Similarly, many faculty members would be happy to see Mr. Weinstein leave, Mr. Dorman said, but others feel that the biology professor has been “victimized.”
The faculty, he said, do appear to largely agree on one thing: “Bret Weinstein’s decision to take his case to Fox News was regarded as quite negative, probably by most people on campus. We have a sense that the people Bret talked to and who took advantage of his comments are people who don’t wish us well and don’t want to see us succeed in any event. There’s a bad feeling from that.”
Mr. Weinstein has not responded to multiple interview requests from The Chronicle. But on Twitter in recent days, he has aired grievances about being blamed for the campus’s closure, and he blamed President Bridges for the controversy.
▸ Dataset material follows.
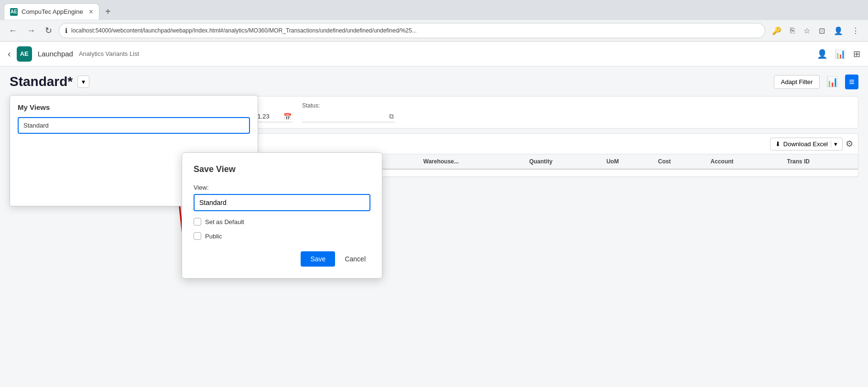  What do you see at coordinates (348, 117) in the screenshot?
I see `status-input-wrapper: ⧉` at bounding box center [348, 117].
Campus closed suddenly at 11am today. Closed tomorrow too. Faculty and admin blaming me. They should take a program in critical reasoning. pic.twitter.com/nYwrCyizXe
Mr. Bridges declined to comment on Mr. Weinstein’s comments on his leadership. Mr. Dorman said that he expected that every faculty member would be discussing the recent events in their classrooms when students return to class. “I don’t think anybody is just throwing up their hands,” Mr. Dorman said. “We all want to make the education gains for our students as real as possible.”
Chris Quintana was a breaking-news reporter for The Chronicle. He graduated from the University of New Mexico with a bachelor’s degree in creative writing.